Interesting Deuteronomy 16-18 had already defined the criteria for various categories of leader: judge, king, priest, and prophet.   Deuteronomy even anticipated that the people will want a king (17:14).

  • The king must be anointed by God.  The king must not be pretentious. —  “be sure to appoint over you the king the LORD your God chooses” (15).
  • The king must belong to God’s people. – “He must be from among your own brothers. Do not place a foreigner over you, one who is not a brother Israelite” (15).
  • The king must not be afraid. — “The king, moreover, must not acquire great numbers of horses for himself or make the people return to Egypt to get more of them” (16).
  • The king must not be disloyal. – “He must not take many wives, or his heart will be led astray” (17).
  • The king must not be materialistic. – “He must not accumulate large amounts of silver and gold” (17).
  • The king must not be ignorant — “When he takes the throne of his kingdom, he is to write for himself on a scroll a copy of this law, taken from that of the priests, who are Levites.  It is to be with him, and he is to read it all the days of his life . . .” (18-19).
  • The king must not be disobedient. — ” . . . so that he may learn to revere the LORD his God and follow carefully all the words of this law and these decrees and not . . . turn from the law to the right or to the left (19-20).
  • The king must not be proud. – “ . . . and not consider himself better than his brothers” (20).

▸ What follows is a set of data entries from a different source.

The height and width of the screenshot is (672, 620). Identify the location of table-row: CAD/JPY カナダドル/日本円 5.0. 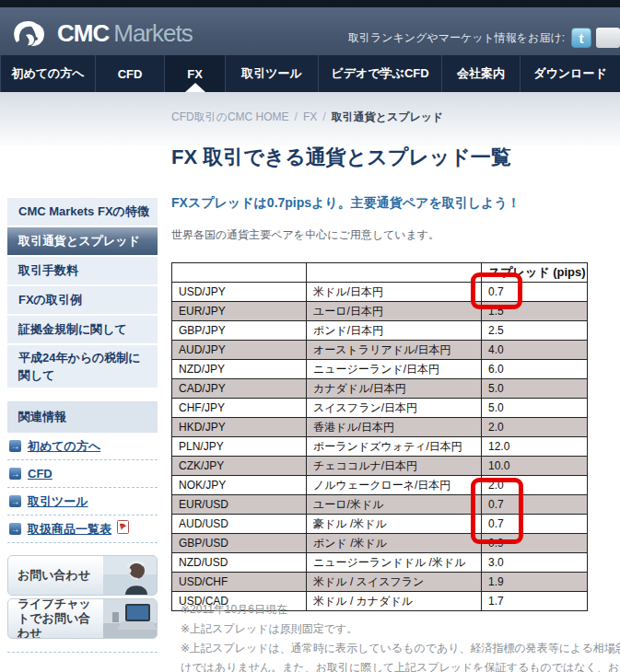
(380, 388).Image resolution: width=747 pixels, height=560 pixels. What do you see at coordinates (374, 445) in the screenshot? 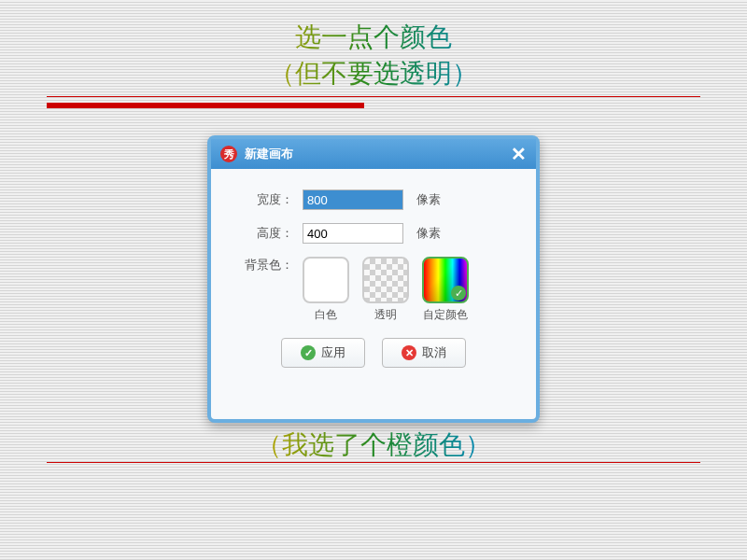
I see `bottom-annotation: （我选了个橙颜色）` at bounding box center [374, 445].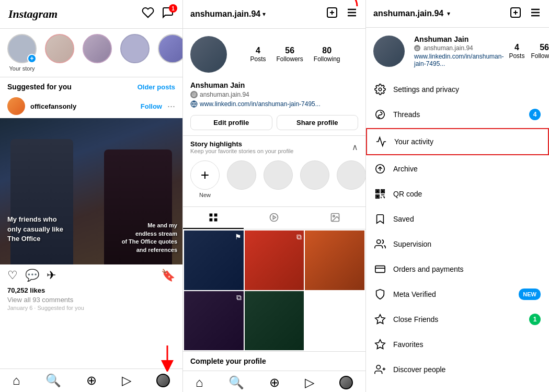  What do you see at coordinates (458, 370) in the screenshot?
I see `menu-item-discover: Discover people` at bounding box center [458, 370]. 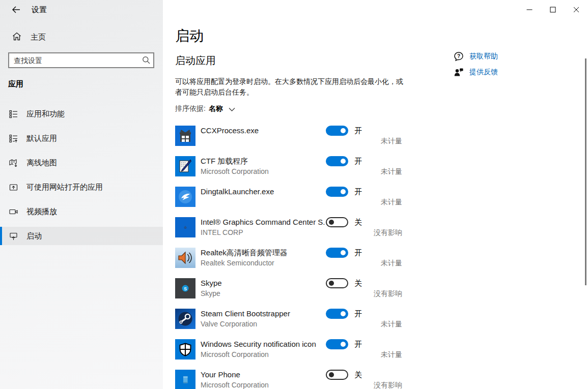 I want to click on intel-gcc-app-icon, so click(x=185, y=227). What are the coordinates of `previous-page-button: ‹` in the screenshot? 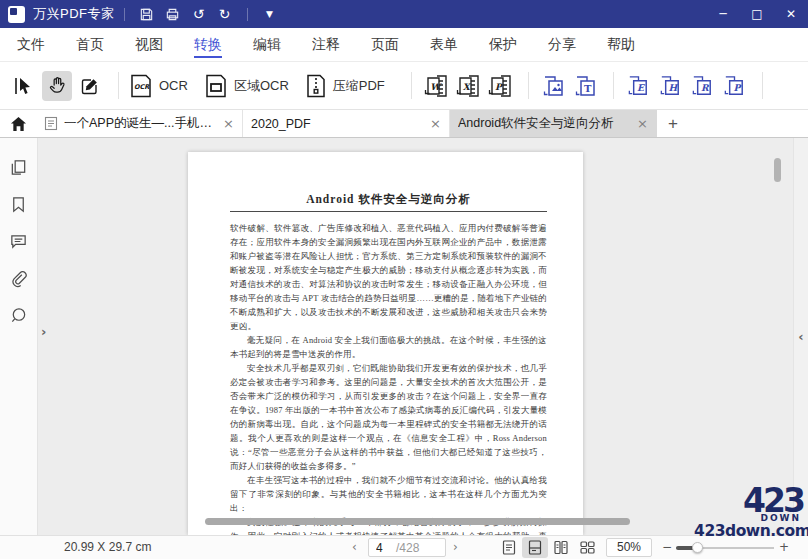 It's located at (354, 547).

New Testament leadership parallels:

  • (Mark 10:45 NIV)  For even the Son of Man did not come to be served, but to serve, and to give his life as a ransom for many.”
  • (Phil 2:7 NIV)  but [Jesus] made himself nothing, taking the very nature of a servant, being made in human likeness.

What does contemporary leadership look like?

What kind of leaders do we need?

We need leaders that God chooses; that are committed to His truth and His word; that value God’s will over alliances of religion, military might, money, or family;  that are obedient to God’s direction; and that are not proud but willing to humble themselves before others and God’s truth.